“Wall paper hanging is like upholstering a room”

Heidi L. Johnson. Photo by Tom Adams
Heidi L. Johnson. Photo by Tom Adams

There are 6 weeks left until the Lowell Folk Festival. Between now and then, we are posting examples of folk crafts that will be demonstrated in Lucy Larcom Park. Our theme is paper traditions, and that includes the occupational craft  of paper hanging.

Heidi L. Johnson is pretty sure her passion for paperhanging started in her grandmother’s guestroom where the walls were papered with a faux bois of white and beige with lavender roses.   As a five year old, she’d stare at the walls. “I was figuring out pattern repeat. I knew a machine had printed that and I could tell that it had to be engineered around the room.”

The tools of the paperhangers’ trade may be simple (straight edge razor blades, levels, electronic lasers, bristle sweeps, and pasting machines), but their use requires great skill. In fact, wallpaper hanging is considered a higher trade in the building trades. It demands planning, engineering skills, visualizing patterns, knowing materials, prepping walls, and applying the product swiftly and accurately.  “It looks easier than it is,” Heidi says, adding that wallpaper hanging is like upholstering a room. “The sign of a good craftsman is to hide the skill.”

Rolling out a sample of wallpaperHeidi’s background in textile design and her experience in designing and manufacturing wallpaper, make her especially well-suited to papering interiors. She has been a member of the National Guild of Professional Paperhangers since 1994, an occupational group she describes as “the paper geeks of the industry.”

Heidi will be demonstrating her craft at the 2014 Lowell Folk Festival in the Folk Craft area along Lucy Larcom Park.
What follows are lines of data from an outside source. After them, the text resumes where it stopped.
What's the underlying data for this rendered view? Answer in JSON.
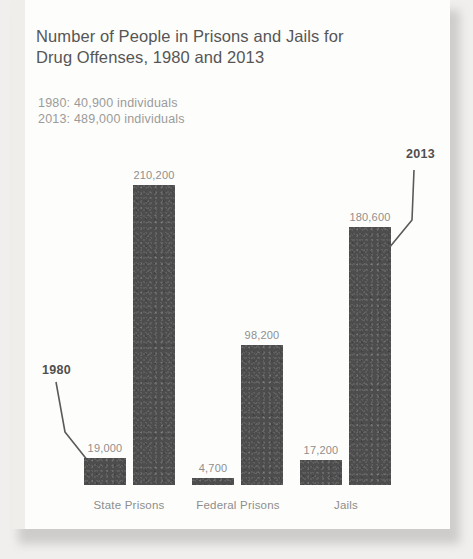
{
  "card": {
    "title": "Number of People in Prisons and Jails for\nDrug Offenses, 1980 and 2013",
    "subtitle": "1980: 40,900 individuals\n2013: 489,000 individuals",
    "subtitle_lines": [
      "1980: 40,900 individuals",
      "2013: 489,000 individuals"
    ],
    "background_color": "#fdfdfc",
    "page_background_color": "#f0efee"
  },
  "annotations": [
    {
      "id": "ann-1980",
      "label": "1980",
      "x": 30,
      "y": 363,
      "points_to": "state-prisons-1980-bar"
    },
    {
      "id": "ann-2013",
      "label": "2013",
      "x": 394,
      "y": 147,
      "points_to": "jails-2013-bar"
    }
  ],
  "chart_data": {
    "type": "bar",
    "title": "Number of People in Prisons and Jails for Drug Offenses, 1980 and 2013",
    "subtitle": "1980: 40,900 individuals; 2013: 489,000 individuals",
    "xlabel": "",
    "ylabel": "",
    "ylim": [
      0,
      215000
    ],
    "grid": false,
    "legend_position": "annotated-callouts",
    "bar_color": "#4d4d4d",
    "categories": [
      "State Prisons",
      "Federal Prisons",
      "Jails"
    ],
    "series": [
      {
        "name": "1980",
        "values": [
          19000,
          4700,
          17200
        ],
        "labels": [
          "19,000",
          "4,700",
          "17,200"
        ]
      },
      {
        "name": "2013",
        "values": [
          210200,
          98200,
          180600
        ],
        "labels": [
          "210,200",
          "98,200",
          "180,600"
        ]
      }
    ],
    "totals": {
      "1980": 40900,
      "2013": 489000
    },
    "bars": [
      {
        "name": "state-prisons-1980-bar",
        "category": "State Prisons",
        "series": "1980",
        "value": 19000,
        "label": "19,000",
        "x": 72,
        "width": 42
      },
      {
        "name": "state-prisons-2013-bar",
        "category": "State Prisons",
        "series": "2013",
        "value": 210200,
        "label": "210,200",
        "x": 121,
        "width": 42
      },
      {
        "name": "federal-prisons-1980-bar",
        "category": "Federal Prisons",
        "series": "1980",
        "value": 4700,
        "label": "4,700",
        "x": 180,
        "width": 42
      },
      {
        "name": "federal-prisons-2013-bar",
        "category": "Federal Prisons",
        "series": "2013",
        "value": 98200,
        "label": "98,200",
        "x": 229,
        "width": 42
      },
      {
        "name": "jails-1980-bar",
        "category": "Jails",
        "series": "1980",
        "value": 17200,
        "label": "17,200",
        "x": 288,
        "width": 42
      },
      {
        "name": "jails-2013-bar",
        "category": "Jails",
        "series": "2013",
        "value": 180600,
        "label": "180,600",
        "x": 337,
        "width": 42
      }
    ],
    "category_positions": [
      {
        "label": "State Prisons",
        "center": 117
      },
      {
        "label": "Federal Prisons",
        "center": 226
      },
      {
        "label": "Jails",
        "center": 334
      }
    ],
    "baseline_y": 485,
    "max_bar_top_y": 185
  }
}
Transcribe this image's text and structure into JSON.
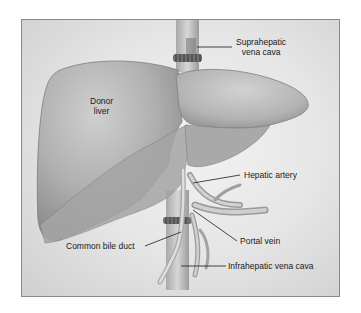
{
  "figure": {
    "type": "anatomical-illustration"
  },
  "labels": {
    "organ": {
      "line1": "Donor",
      "line2": "liver"
    },
    "suprahepatic_vena_cava": {
      "line1": "Suprahepatic",
      "line2": "vena cava"
    },
    "hepatic_artery": "Hepatic artery",
    "portal_vein": "Portal vein",
    "common_bile_duct": "Common bile duct",
    "infrahepatic_vena_cava": "Infrahepatic vena cava"
  },
  "colors": {
    "background": "#e8e8e8",
    "frame_border": "#8a8a8a",
    "liver_fill": "#b8b8b8",
    "liver_shadow": "#8e8e8e",
    "vessel": "#c9c9c9",
    "leader_line": "#1a1a1a"
  }
}
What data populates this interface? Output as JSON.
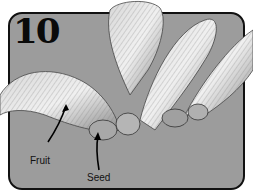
{
  "figure": {
    "number": "10",
    "labels": {
      "fruit": "Fruit",
      "seed": "Seed"
    },
    "colors": {
      "background": "#9c9c9c",
      "border": "#111111",
      "wing_light": "#e4e4e4",
      "wing_dark": "#555555"
    }
  }
}
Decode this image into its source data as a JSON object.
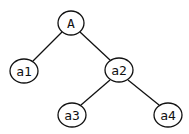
{
  "diagram": {
    "type": "tree",
    "nodes": [
      {
        "id": "A",
        "label": "A",
        "cx": 71,
        "cy": 23
      },
      {
        "id": "a1",
        "label": "a1",
        "cx": 24,
        "cy": 71
      },
      {
        "id": "a2",
        "label": "a2",
        "cx": 119,
        "cy": 70
      },
      {
        "id": "a3",
        "label": "a3",
        "cx": 72,
        "cy": 115
      },
      {
        "id": "a4",
        "label": "a4",
        "cx": 168,
        "cy": 115
      }
    ],
    "edges": [
      {
        "from": "A",
        "to": "a1"
      },
      {
        "from": "A",
        "to": "a2"
      },
      {
        "from": "a2",
        "to": "a3"
      },
      {
        "from": "a2",
        "to": "a4"
      }
    ]
  }
}
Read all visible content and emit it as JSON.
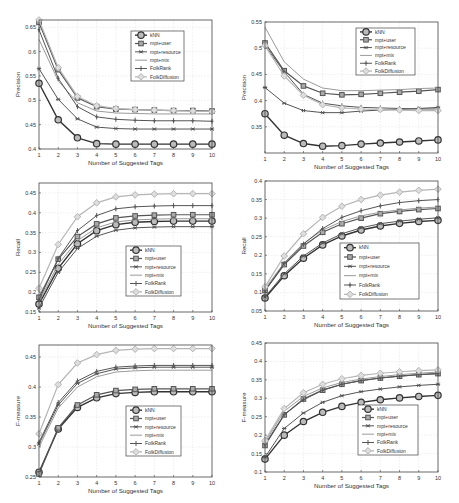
{
  "figure": {
    "xlabel": "Number of Suggested Tags",
    "series_names": [
      "kNN",
      "mpt+user",
      "mpt+resource",
      "mpt+mix",
      "FolkRank",
      "FolkDiffusion"
    ],
    "series_styles": [
      {
        "color": "#333333",
        "marker": "circle-big",
        "width": 1.4
      },
      {
        "color": "#555555",
        "marker": "square",
        "width": 1.2
      },
      {
        "color": "#555555",
        "marker": "star",
        "width": 1.0
      },
      {
        "color": "#9a9a9a",
        "marker": "none",
        "width": 1.0
      },
      {
        "color": "#555555",
        "marker": "plus",
        "width": 1.0
      },
      {
        "color": "#b5b5b5",
        "marker": "diamond",
        "width": 1.2
      }
    ]
  },
  "chart_data": [
    {
      "type": "line",
      "title": "",
      "xlabel": "Number of Suggested Tags",
      "ylabel": "Precision",
      "x": [
        1,
        2,
        3,
        4,
        5,
        6,
        7,
        8,
        9,
        10
      ],
      "ylim": [
        0.4,
        0.665
      ],
      "yticks": [
        0.4,
        0.45,
        0.5,
        0.55,
        0.6,
        0.65
      ],
      "ytick_labels": [
        "0.4",
        "0.45",
        "0.5",
        "0.55",
        "0.6",
        "0.65"
      ],
      "grid": true,
      "legend_position": "upper right",
      "box": {
        "x0": 39,
        "y0": 20,
        "x1": 212,
        "y1": 149
      },
      "legend": {
        "x": 131,
        "y": 31,
        "w": 53,
        "h": 50
      },
      "series": [
        {
          "name": "kNN",
          "values": [
            0.535,
            0.46,
            0.423,
            0.411,
            0.41,
            0.41,
            0.41,
            0.41,
            0.41,
            0.41
          ]
        },
        {
          "name": "mpt+user",
          "values": [
            0.66,
            0.563,
            0.505,
            0.487,
            0.482,
            0.481,
            0.48,
            0.479,
            0.479,
            0.478
          ]
        },
        {
          "name": "mpt+resource",
          "values": [
            0.565,
            0.502,
            0.462,
            0.445,
            0.442,
            0.441,
            0.441,
            0.441,
            0.441,
            0.441
          ]
        },
        {
          "name": "mpt+mix",
          "values": [
            0.625,
            0.54,
            0.495,
            0.478,
            0.474,
            0.473,
            0.472,
            0.472,
            0.472,
            0.472
          ]
        },
        {
          "name": "FolkRank",
          "values": [
            0.645,
            0.545,
            0.487,
            0.466,
            0.461,
            0.459,
            0.458,
            0.458,
            0.458,
            0.457
          ]
        },
        {
          "name": "FolkDiffusion",
          "values": [
            0.665,
            0.567,
            0.508,
            0.489,
            0.483,
            0.481,
            0.48,
            0.479,
            0.478,
            0.477
          ]
        }
      ]
    },
    {
      "type": "line",
      "title": "",
      "xlabel": "Number of Suggested Tags",
      "ylabel": "Precision",
      "x": [
        1,
        2,
        3,
        4,
        5,
        6,
        7,
        8,
        9,
        10
      ],
      "ylim": [
        0.3,
        0.55
      ],
      "yticks": [
        0.35,
        0.4,
        0.45,
        0.5,
        0.55
      ],
      "ytick_labels": [
        "0.35",
        "0.4",
        "0.45",
        "0.5",
        "0.55"
      ],
      "grid": true,
      "legend_position": "upper right",
      "box": {
        "x0": 265,
        "y0": 22,
        "x1": 438,
        "y1": 153
      },
      "legend": {
        "x": 356,
        "y": 28,
        "w": 59,
        "h": 47
      },
      "series": [
        {
          "name": "kNN",
          "values": [
            0.375,
            0.334,
            0.318,
            0.313,
            0.314,
            0.317,
            0.319,
            0.321,
            0.323,
            0.325
          ]
        },
        {
          "name": "mpt+user",
          "values": [
            0.51,
            0.457,
            0.428,
            0.414,
            0.411,
            0.412,
            0.414,
            0.416,
            0.418,
            0.421
          ]
        },
        {
          "name": "mpt+resource",
          "values": [
            0.425,
            0.395,
            0.381,
            0.377,
            0.377,
            0.38,
            0.382,
            0.383,
            0.385,
            0.387
          ]
        },
        {
          "name": "mpt+mix",
          "values": [
            0.54,
            0.474,
            0.441,
            0.424,
            0.419,
            0.419,
            0.42,
            0.421,
            0.423,
            0.424
          ]
        },
        {
          "name": "FolkRank",
          "values": [
            0.505,
            0.455,
            0.412,
            0.395,
            0.39,
            0.387,
            0.386,
            0.385,
            0.384,
            0.384
          ]
        },
        {
          "name": "FolkDiffusion",
          "values": [
            0.505,
            0.447,
            0.41,
            0.392,
            0.386,
            0.384,
            0.383,
            0.382,
            0.381,
            0.381
          ]
        }
      ]
    },
    {
      "type": "line",
      "title": "",
      "xlabel": "Number of Suggested Tags",
      "ylabel": "Recall",
      "x": [
        1,
        2,
        3,
        4,
        5,
        6,
        7,
        8,
        9,
        10
      ],
      "ylim": [
        0.15,
        0.475
      ],
      "yticks": [
        0.15,
        0.2,
        0.25,
        0.3,
        0.35,
        0.4,
        0.45
      ],
      "ytick_labels": [
        "0.15",
        "0.2",
        "0.25",
        "0.3",
        "0.35",
        "0.4",
        "0.45"
      ],
      "grid": true,
      "legend_position": "lower right",
      "box": {
        "x0": 39,
        "y0": 183,
        "x1": 212,
        "y1": 312
      },
      "legend": {
        "x": 126,
        "y": 246,
        "w": 55,
        "h": 50
      },
      "series": [
        {
          "name": "kNN",
          "values": [
            0.17,
            0.26,
            0.322,
            0.355,
            0.37,
            0.376,
            0.378,
            0.379,
            0.379,
            0.379
          ]
        },
        {
          "name": "mpt+user",
          "values": [
            0.187,
            0.283,
            0.34,
            0.372,
            0.387,
            0.392,
            0.394,
            0.395,
            0.395,
            0.395
          ]
        },
        {
          "name": "mpt+resource",
          "values": [
            0.16,
            0.25,
            0.31,
            0.341,
            0.356,
            0.362,
            0.364,
            0.365,
            0.365,
            0.365
          ]
        },
        {
          "name": "mpt+mix",
          "values": [
            0.176,
            0.27,
            0.33,
            0.362,
            0.377,
            0.382,
            0.384,
            0.385,
            0.385,
            0.385
          ]
        },
        {
          "name": "FolkRank",
          "values": [
            0.18,
            0.285,
            0.355,
            0.393,
            0.41,
            0.415,
            0.417,
            0.418,
            0.418,
            0.418
          ]
        },
        {
          "name": "FolkDiffusion",
          "values": [
            0.21,
            0.32,
            0.39,
            0.425,
            0.44,
            0.445,
            0.447,
            0.448,
            0.448,
            0.448
          ]
        }
      ]
    },
    {
      "type": "line",
      "title": "",
      "xlabel": "Number of Suggested Tags",
      "ylabel": "Recall",
      "x": [
        1,
        2,
        3,
        4,
        5,
        6,
        7,
        8,
        9,
        10
      ],
      "ylim": [
        0.05,
        0.4
      ],
      "yticks": [
        0.05,
        0.1,
        0.15,
        0.2,
        0.25,
        0.3,
        0.35,
        0.4
      ],
      "ytick_labels": [
        "0.05",
        "0.1",
        "0.15",
        "0.2",
        "0.25",
        "0.3",
        "0.35",
        "0.4"
      ],
      "grid": true,
      "legend_position": "lower right",
      "box": {
        "x0": 265,
        "y0": 181,
        "x1": 438,
        "y1": 311
      },
      "legend": {
        "x": 340,
        "y": 243,
        "w": 79,
        "h": 56
      },
      "series": [
        {
          "name": "kNN",
          "values": [
            0.085,
            0.145,
            0.192,
            0.228,
            0.252,
            0.268,
            0.279,
            0.286,
            0.291,
            0.294
          ]
        },
        {
          "name": "mpt+user",
          "values": [
            0.105,
            0.175,
            0.225,
            0.262,
            0.285,
            0.3,
            0.312,
            0.318,
            0.323,
            0.326
          ]
        },
        {
          "name": "mpt+resource",
          "values": [
            0.088,
            0.15,
            0.198,
            0.233,
            0.258,
            0.274,
            0.285,
            0.292,
            0.297,
            0.301
          ]
        },
        {
          "name": "mpt+mix",
          "values": [
            0.11,
            0.18,
            0.232,
            0.268,
            0.291,
            0.306,
            0.316,
            0.322,
            0.327,
            0.33
          ]
        },
        {
          "name": "FolkRank",
          "values": [
            0.105,
            0.178,
            0.23,
            0.272,
            0.302,
            0.32,
            0.333,
            0.342,
            0.347,
            0.35
          ]
        },
        {
          "name": "FolkDiffusion",
          "values": [
            0.115,
            0.198,
            0.258,
            0.302,
            0.332,
            0.35,
            0.362,
            0.37,
            0.375,
            0.378
          ]
        }
      ]
    },
    {
      "type": "line",
      "title": "",
      "xlabel": "Number of Suggested Tags",
      "ylabel": "F-measure",
      "x": [
        1,
        2,
        3,
        4,
        5,
        6,
        7,
        8,
        9,
        10
      ],
      "ylim": [
        0.25,
        0.47
      ],
      "yticks": [
        0.25,
        0.3,
        0.35,
        0.4,
        0.45
      ],
      "ytick_labels": [
        "0.25",
        "0.3",
        "0.35",
        "0.4",
        "0.45"
      ],
      "grid": true,
      "legend_position": "lower right",
      "box": {
        "x0": 39,
        "y0": 345,
        "x1": 212,
        "y1": 477
      },
      "legend": {
        "x": 126,
        "y": 406,
        "w": 55,
        "h": 50
      },
      "series": [
        {
          "name": "kNN",
          "values": [
            0.258,
            0.33,
            0.366,
            0.382,
            0.389,
            0.391,
            0.392,
            0.392,
            0.392,
            0.392
          ]
        },
        {
          "name": "mpt+user",
          "values": [
            0.255,
            0.332,
            0.37,
            0.387,
            0.394,
            0.396,
            0.397,
            0.397,
            0.397,
            0.397
          ]
        },
        {
          "name": "mpt+resource",
          "values": [
            0.305,
            0.37,
            0.406,
            0.422,
            0.43,
            0.432,
            0.433,
            0.433,
            0.433,
            0.433
          ]
        },
        {
          "name": "mpt+mix",
          "values": [
            0.3,
            0.365,
            0.4,
            0.417,
            0.425,
            0.427,
            0.428,
            0.428,
            0.428,
            0.428
          ]
        },
        {
          "name": "FolkRank",
          "values": [
            0.308,
            0.374,
            0.41,
            0.426,
            0.433,
            0.435,
            0.436,
            0.436,
            0.436,
            0.436
          ]
        },
        {
          "name": "FolkDiffusion",
          "values": [
            0.322,
            0.404,
            0.44,
            0.454,
            0.461,
            0.463,
            0.464,
            0.464,
            0.464,
            0.464
          ]
        }
      ]
    },
    {
      "type": "line",
      "title": "",
      "xlabel": "Number of Suggested Tags",
      "ylabel": "F-measure",
      "x": [
        1,
        2,
        3,
        4,
        5,
        6,
        7,
        8,
        9,
        10
      ],
      "ylim": [
        0.1,
        0.45
      ],
      "yticks": [
        0.1,
        0.15,
        0.2,
        0.25,
        0.3,
        0.35,
        0.4,
        0.45
      ],
      "ytick_labels": [
        "0.1",
        "0.15",
        "0.2",
        "0.25",
        "0.3",
        "0.35",
        "0.4",
        "0.45"
      ],
      "grid": true,
      "legend_position": "lower right",
      "box": {
        "x0": 265,
        "y0": 343,
        "x1": 438,
        "y1": 472
      },
      "legend": {
        "x": 358,
        "y": 405,
        "w": 60,
        "h": 50
      },
      "series": [
        {
          "name": "kNN",
          "values": [
            0.135,
            0.2,
            0.237,
            0.262,
            0.278,
            0.289,
            0.296,
            0.301,
            0.305,
            0.308
          ]
        },
        {
          "name": "mpt+user",
          "values": [
            0.172,
            0.255,
            0.298,
            0.322,
            0.338,
            0.348,
            0.355,
            0.36,
            0.364,
            0.367
          ]
        },
        {
          "name": "mpt+resource",
          "values": [
            0.14,
            0.218,
            0.26,
            0.289,
            0.307,
            0.318,
            0.325,
            0.331,
            0.335,
            0.338
          ]
        },
        {
          "name": "mpt+mix",
          "values": [
            0.18,
            0.265,
            0.305,
            0.328,
            0.343,
            0.352,
            0.359,
            0.364,
            0.368,
            0.371
          ]
        },
        {
          "name": "FolkRank",
          "values": [
            0.175,
            0.256,
            0.296,
            0.322,
            0.338,
            0.348,
            0.355,
            0.36,
            0.364,
            0.367
          ]
        },
        {
          "name": "FolkDiffusion",
          "values": [
            0.185,
            0.272,
            0.315,
            0.338,
            0.353,
            0.362,
            0.368,
            0.372,
            0.375,
            0.377
          ]
        }
      ]
    }
  ]
}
Samples from the Norwood-Day Collection

Children’s paper Lore at the Lowell Folk Festival craft area

Playing with a fortune teller

Children have traditional ways of playing with each other: telling knock-knock jokes; playing store, tag, or make-believe; posing riddles; playing pranks; and creating playthings out of what is at hand. Some of the most commonly made folk toys are made of paper: fortune tellers (also known as cootie catchers), paper airplanes, spitballs shot through straws, and paper footballs scooted across the table just far enough to balance on the edge but not fall off.

But no one officially teaches this kind of thing in school. In fact, it’s what kids do when the teacher isn’t looking. Children have been learning this type of amusement from each other on school playgrounds for generations. What’s remarkable is that these pastimes show such continuity and stability of form through time. Yet, everyone seems to outgrow them.

Eleanor and Mary may be young teenagers, but they fondly remember the paper lore of their pre-adolescence. Fitting the Lowell Folk Festival craft area’s theme of paper, Eleanor and Mary are here to share their knowledge of making and playing with paper. Come watch them fold a fortune teller, candy wrapper chain, or tissue paper flower. Or try your hand at making one of your own. Share what paper lore games you remember playing as a child.